Seeding Solidarity

We are proud to share that since 2020 our commitment to food justice has grown into Seeding Solidarity, a collaborative program with our sibling farm, Woven Roots Farm.

Seeding Solidarity is a food sovereignty program that creates a space to cultivate shared values, build community, uplift food literacy, and reconnect participants' awareness towards sustainability and Indigenous land stewardship. Working in cooperation with BIPOC, immigrant, and other marginalized families, we co-create a reciprocal relationship with the land. Sharing knowledge of the interconnectedness of soil, plants, pollinators, and mycelium moves us to understand how these relationships can be models for our community organizing and change work. Through pathways of empowerment and self-determination, we offer space for gatherings, classes, justice organizing, healing, farming and mutual/intimate land and nature connection.

In Berkshire County—from Great Barrington to North Adams, we offer year-round local produce access to marginalized community members. In 2024, we are celebrating our milestone of distributing 200 shares, since our humble beginnings of 21 shares in 2019. New this year, we are offering year-round fresh produce distribution. We are honored to now offer support to over 830 community members! 

Centering Language Justice

A significant foundational piece of our collaborative work is the inclusion of language justice. We work with language as an honoring of transformation and a way to nourish our relationships. We welcome language as a means to shift, remember, and adapt —allowing for the expansiveness of what we hold in our hearts. Together, we witness how language inclusivity plants seeds of change.

All of our communications are written in Spanish first and then translated into English. This centers the majority of our collective and community members whose first language is Spanish. It is a way to expand participation with our collective members. Beyond feeling like a tangible move to increasing accessibility for our work, this prioritization has also felt like an energetic shift to dismantle English being the predominant language. To change this allows us to be present in multiple perspectives and experiences.

Equitable Sliding Scale

One way we have partially funded Seeding Solidarity is through the further expansion of our CSA Equitable Sliding Scale model at Woven Roots Farm. This is a pay-based model that offers a price range that reflects an individual’s ability to pay for items/services with accountability to our interconnectedness. The funds received from the “More Than Market Value” share purchase contribute directly to our Seeding Solidarity Share Fund. We believe that implementing these systems of care gives a way for wealth redistribution to tangibly offer solidarity.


## WHAT IS NEEDED
Print exactly the lines from the one containing "Describe the element at coordinates (946, 313)" through the last line of the entries below; the pictures stay out of the copy.

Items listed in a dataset
*** Begin section ***

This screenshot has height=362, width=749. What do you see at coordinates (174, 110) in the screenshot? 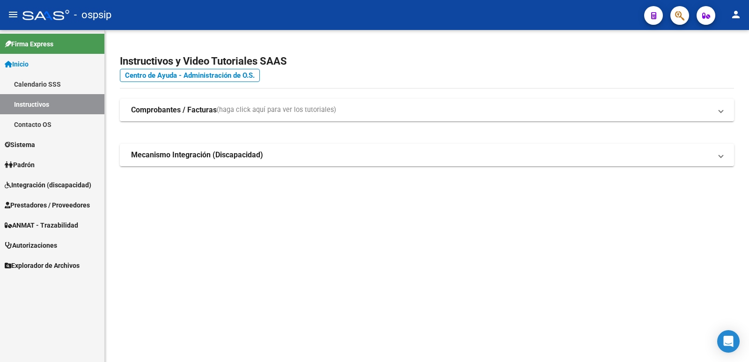
I see `strong: Comprobantes / Facturas` at bounding box center [174, 110].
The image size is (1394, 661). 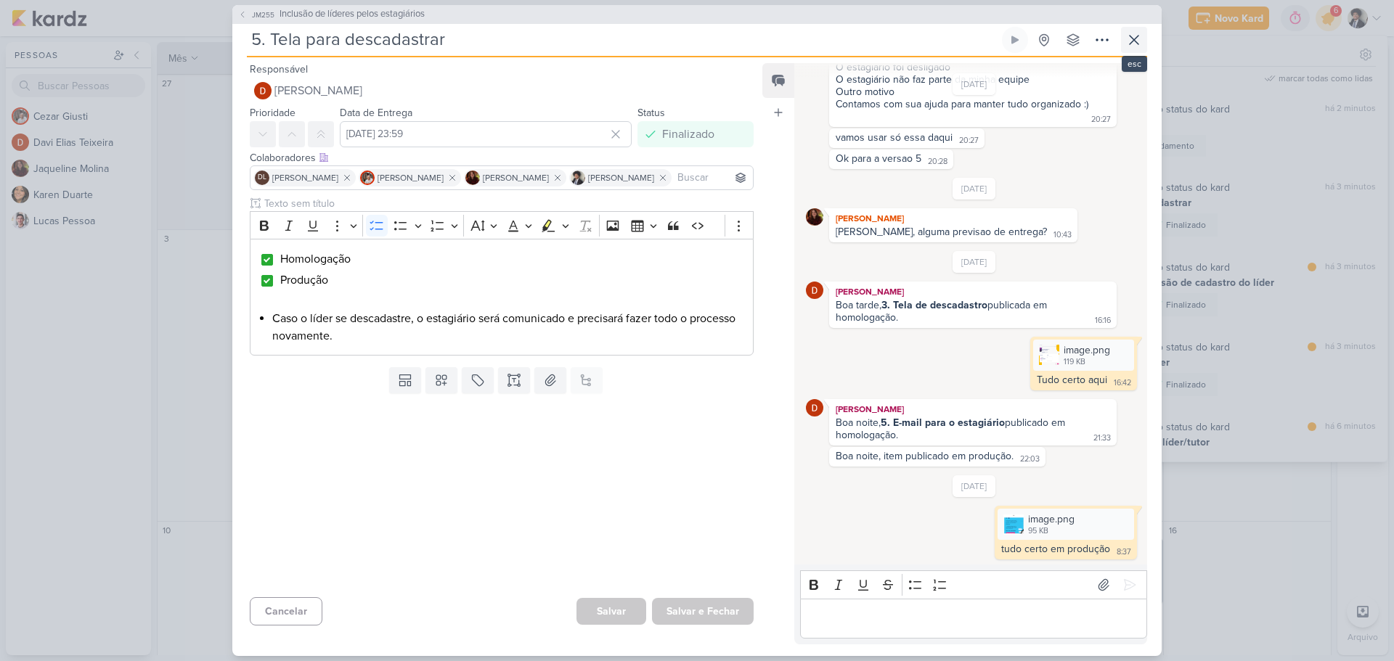 I want to click on div: Danilo Leite, so click(x=262, y=178).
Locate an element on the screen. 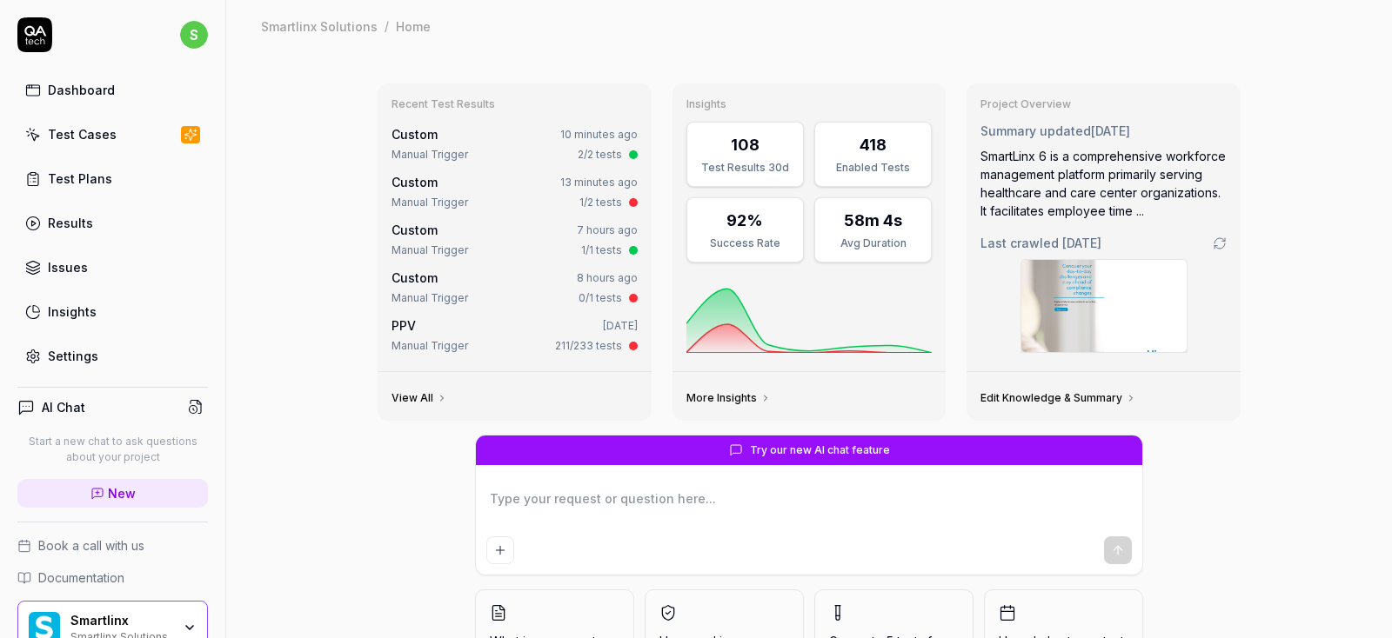 The height and width of the screenshot is (638, 1392). a: Custom8 hours agoManual Trigger0/1 tests is located at coordinates (514, 287).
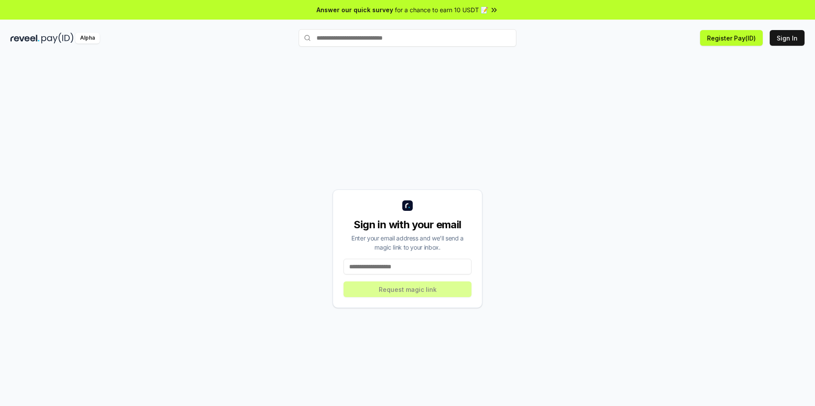 The height and width of the screenshot is (406, 815). Describe the element at coordinates (87, 38) in the screenshot. I see `div: Alpha` at that location.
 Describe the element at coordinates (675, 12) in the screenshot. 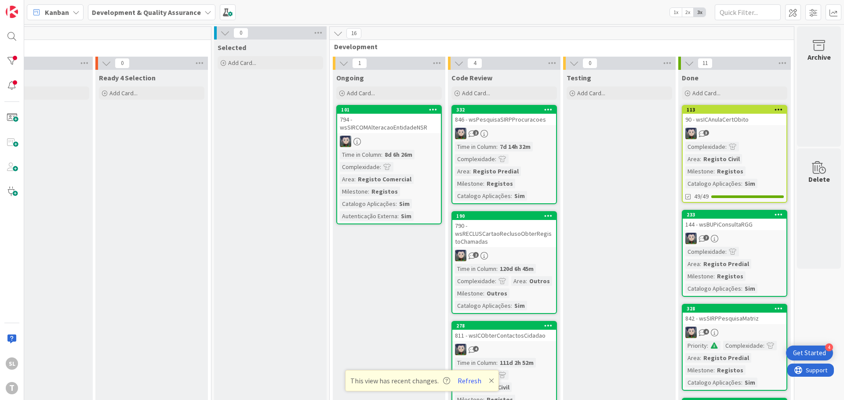

I see `span: 1x` at that location.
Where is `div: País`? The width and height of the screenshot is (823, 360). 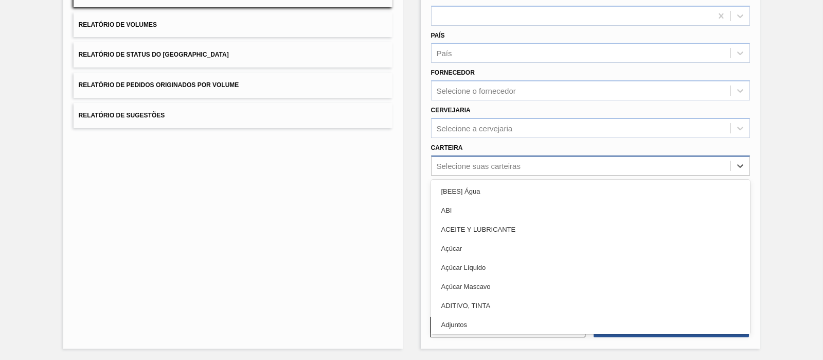 div: País is located at coordinates (445, 53).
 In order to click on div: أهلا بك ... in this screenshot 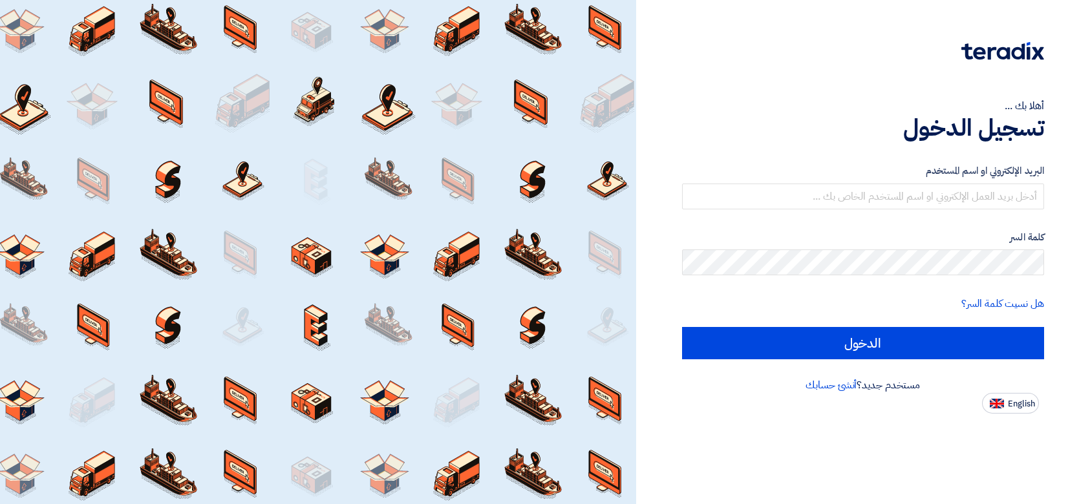, I will do `click(863, 106)`.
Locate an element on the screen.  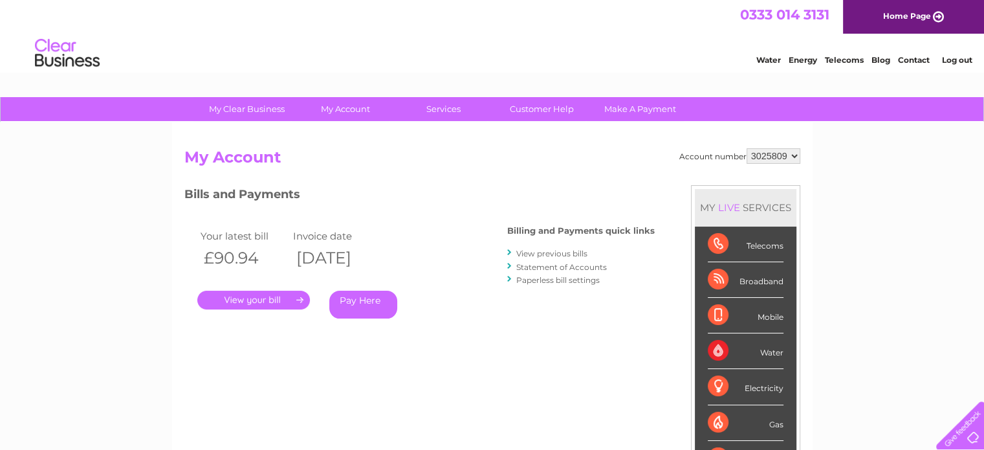
a: Statement of Accounts is located at coordinates (562, 267).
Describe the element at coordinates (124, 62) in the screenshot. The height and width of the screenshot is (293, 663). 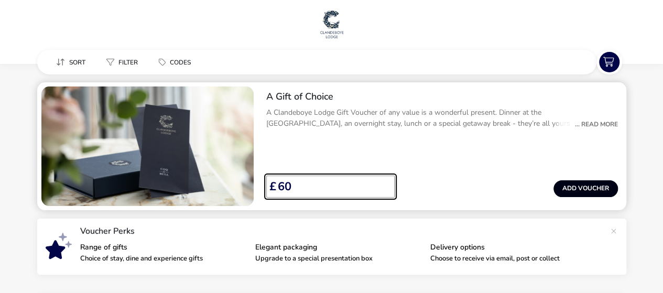
I see `naf-pibe-menu-bar-item: Filter` at that location.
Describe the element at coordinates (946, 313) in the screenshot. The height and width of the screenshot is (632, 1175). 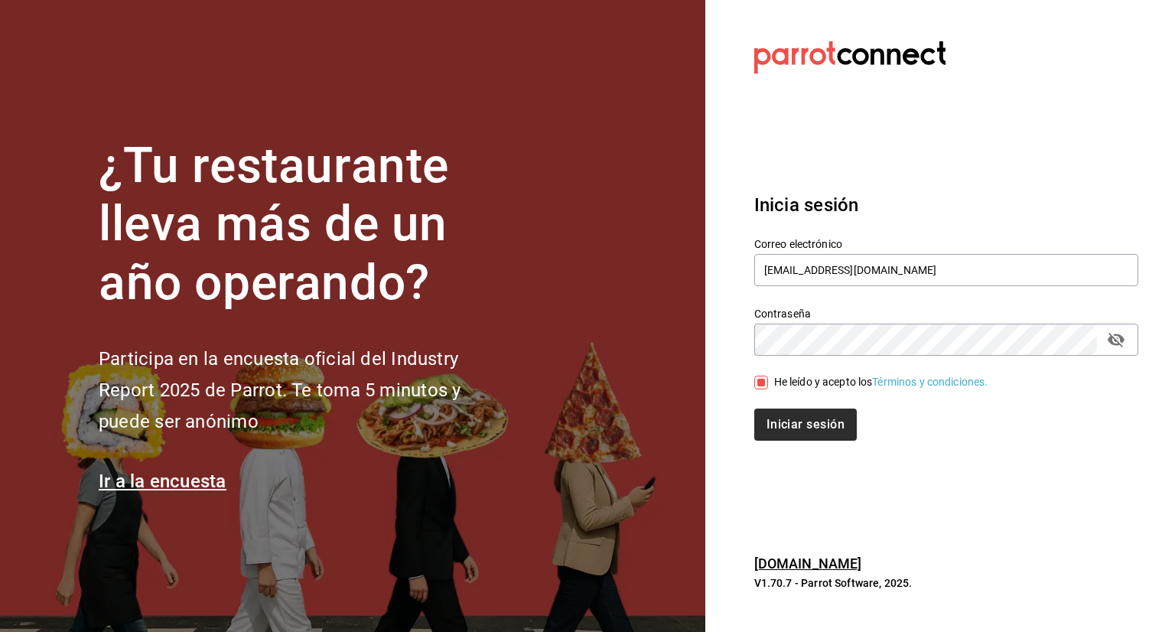
I see `label: Contraseña` at that location.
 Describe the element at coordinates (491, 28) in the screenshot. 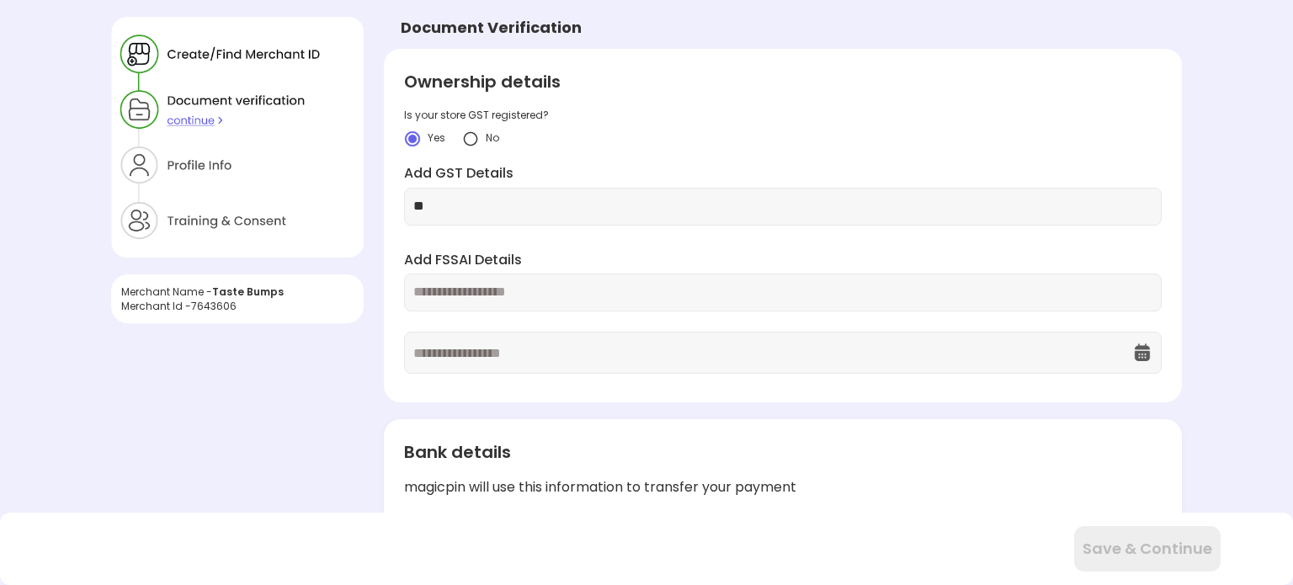

I see `div: Document Verification` at that location.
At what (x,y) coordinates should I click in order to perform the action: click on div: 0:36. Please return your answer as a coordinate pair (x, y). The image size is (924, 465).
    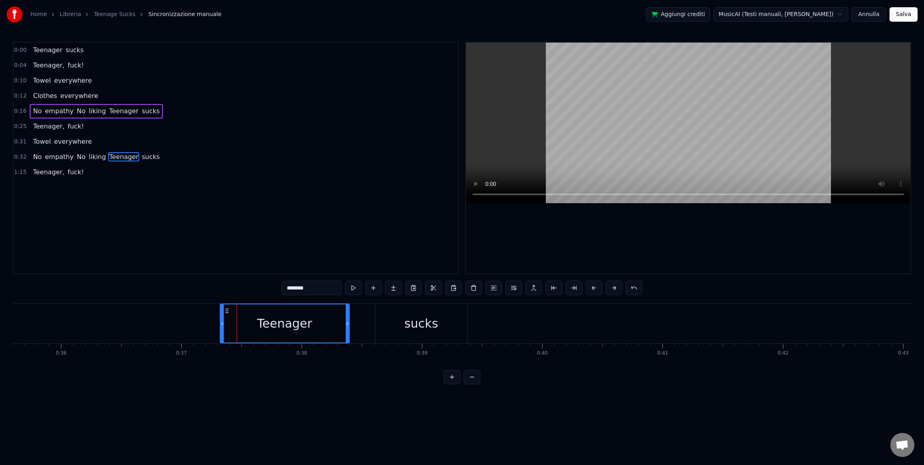
    Looking at the image, I should click on (61, 353).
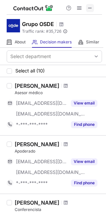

*** End section ***

## SOLUTION BELOW
Describe the element at coordinates (946, 313) in the screenshot. The height and width of the screenshot is (632, 1175). 
I see `label: Contraseña` at that location.
 Describe the element at coordinates (491, 28) in the screenshot. 

I see `div: Document Verification` at that location.
At what (x,y) coordinates should I click in order to perform the action: click on div: 0:36. Please return your answer as a coordinate pair (x, y). The image size is (924, 465).
    Looking at the image, I should click on (61, 353).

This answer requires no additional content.